Julian Assange denied permission to appeal extradition to US


London, Mar 15 (IANS): Britain's Supreme Court on Monday refused WikiLeaks founder Julian Assange permission to appeal against a High Court decision to extradite him to the US to face espionage charges.

A Supreme Court spokesperson said that the appeal "did not raise an arguable point of law", Xinhua news agency reported.

In December 2021, Britain's High Court ruled that Assange can be extradited to the US, as it overturned a lower court ruling based on concerns about Assange's mental health and risk of suicide in a maximum-security prison in the US.

Assange's lawyers had sought to appeal against the High Court's decision at the Supreme Court.

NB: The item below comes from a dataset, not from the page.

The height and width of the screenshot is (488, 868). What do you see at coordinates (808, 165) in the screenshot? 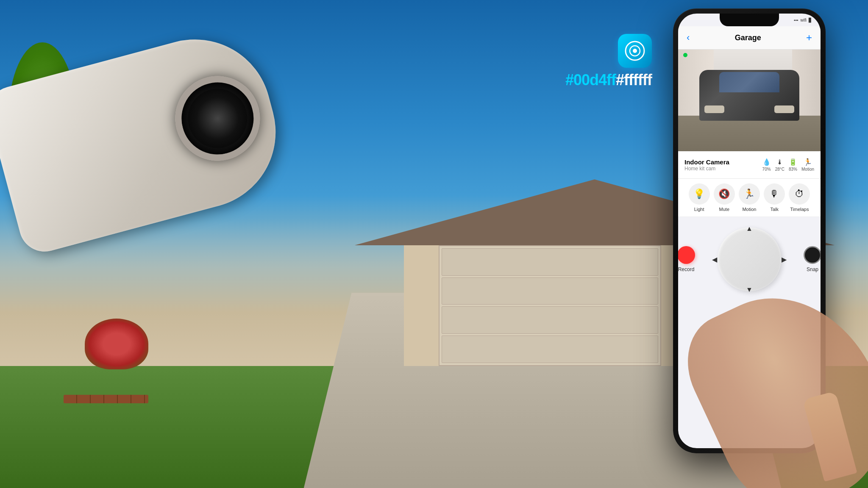
I see `motion-stat: 🏃 Motion` at bounding box center [808, 165].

Assange, 50, is wanted in the US on allegations of disclosing national defense information following WikiLeaks's publication of hundreds of thousands of leaked military documents relating to the Afghanistan and Iraq wars a decade ago.

He has been held at south London's high-security Belmarsh Prison since 2019.

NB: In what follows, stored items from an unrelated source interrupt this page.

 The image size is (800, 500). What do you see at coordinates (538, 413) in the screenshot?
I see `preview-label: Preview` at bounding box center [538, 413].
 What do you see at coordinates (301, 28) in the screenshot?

Lawyers for the US said earlier that Assange would be allowed to transfer to Australia, his home country, to serve any prison sentence he may be given.

 

  

Top Stories


Leave a Comment

Title: Julian Assange denied permission to appeal extradition to US



You have 2000 characters left.

Disclaimer:

Please write your correct name and email address. Kindly do not post any personal, abusive, defamatory, infringing, obscene, indecent, discriminatory or unlawful or similar comments. Daijiworld.com will not be responsible for any defamatory message posted under this article.

Please note that sending false messages to insult, defame, intimidate, mislead or deceive people or to intentionally cause public disorder is punishable under law. It is obligatory on Daijiworld to provide the IP address and other details of senders of such comments, to the authority concerned upon request.

Hence, sending offensive comments using daijiworld will be purely at your own risk, and in no way will Daijiworld.com be held responsible.